I keep spotting Anton in high-contrast branding projects where the designer needs something that reads like an industrial-era handbill but works on a 27-inch monitor. I first came across it in the 070 Shake album art for You Can't Kill Me, where it punched through Eddie Mandell's photography without breaking a sweat.

Why Anton looks the way it does?

Anton is built on early 20th-century advertising grotesque proportions: ultra-condensed, stroke-heavy. Its designed to occupy maximum vertical space with minimum horizontal sprawl. The x-height sits at 0.73 of the em square, which is notably tall for a display face. That means lowercase letters dominate the line and capitals feel deliberately restrained in comparison. At text sizes, this makes the face feel tightly packed and industrial. At display scale, it reads as deliberate tension between vertical thrust and lateral restraint. The stroke contrast is minimal, and terminals are cut clean and perpendicular. This isn't a typeface trying to soften itself for digital contexts. It's unapologetically dense.

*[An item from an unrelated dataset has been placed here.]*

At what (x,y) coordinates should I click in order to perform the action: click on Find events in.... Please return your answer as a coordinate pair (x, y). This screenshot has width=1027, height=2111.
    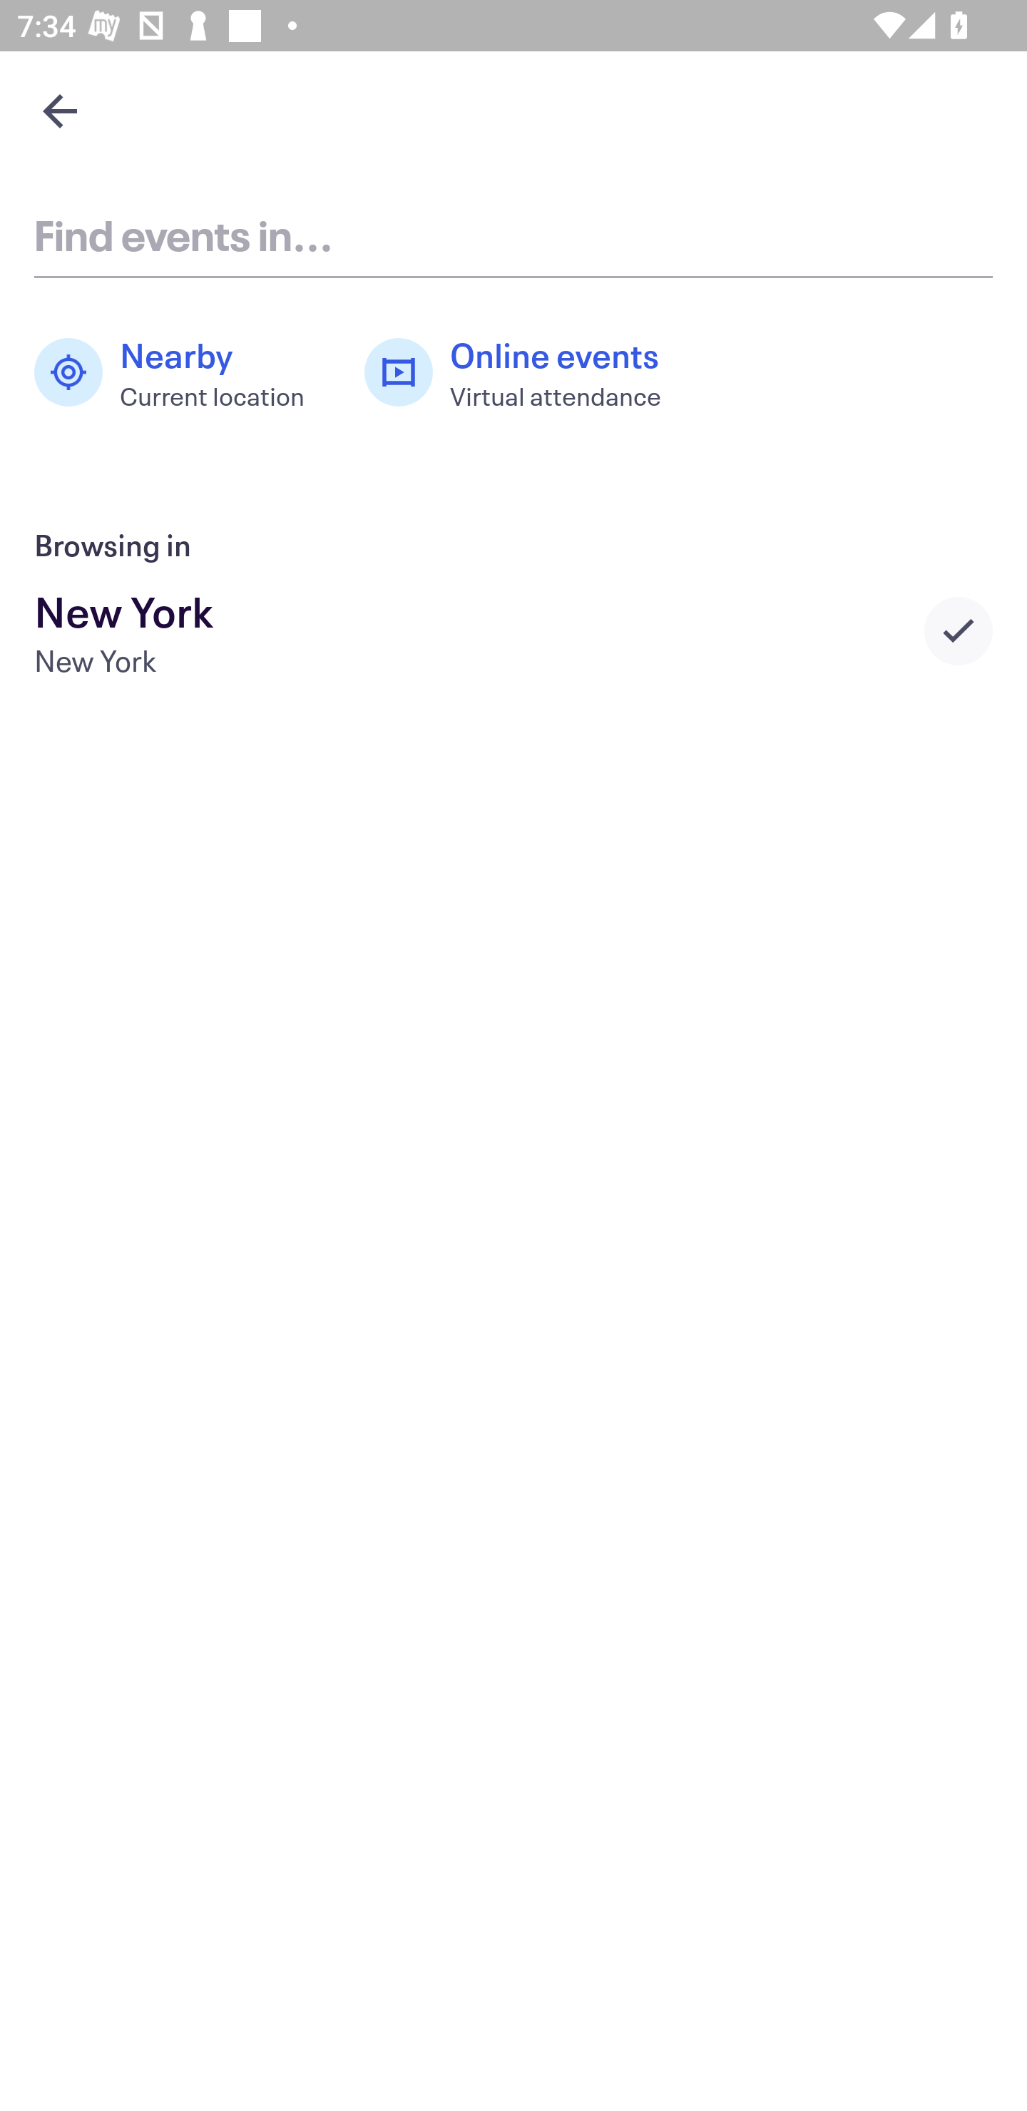
    Looking at the image, I should click on (513, 234).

Where I've seen it used well

I came across Anton in the Taste musical event identity work by Studio Size, where it anchored a series of poster compositions with CoFo Kak (a powerful, geometric sans-serif typeface family). The condensed proportions gave the designers room to layer other elements without losing hierarchy. Fermented Films, designed by Marin Mester in 2024, used Anton for title cards paired with Mona Sans and Instrument Serif. The juxtaposition worked because Anton held its ground as the heaviest voice in the system without needing to scale up. I also saw it in the Sage Space luxury dental branding by Bandit Design Group, where it appeared alongside Allrounder Grotesk and Albra. That project used Anton sparingly, as a brand accent rather than a workhorse, which is the right call. In Great Minds (2022), designed by Neil Wengerd and Zach Wilke, Anton sat next to Roc Grotesk and Sharp Grotesk in an editorial system that needed clear voice separation. These projects share a pattern: Anton gets used where the designer needs a typographic anchor that doesn't flinch.

File size, weights, and availability

Anton ships as a single weight, clocking in at 28KB. That's lean for a display face with 213 glyphs. There's no family to speak of, which means you're committing to one very specific voice. If you need weight variation, you're pairing, not scaling. It's available through Google Fonts or directly from the GitHub repository maintained under the OFL. The file format is TrueType.

Pairing and when to use it

Because Anton only exists at one weight, pairing is less about weight contrast and more about structural opposition. I'd pair it with a neutral humanist sans like Inter or a geometric with a taller x-height like Montserrat, anything that doesn't compete for vertical dominance. For editorial or branding work where Anton carries headlines, you want body text that recedes structurally. Use Anton when you need to establish visual hierarchy through sheer presence rather than scale. It works best in contexts where space is tight and impact matters more than elegance, like event posters, album covers, headline systems for media brands, and packaging where the product needs to announce itself from three feet away. It doesn't work well in UI contexts where you need multiple weights or in long-form editorial where the condensed proportions would fatigue a reader.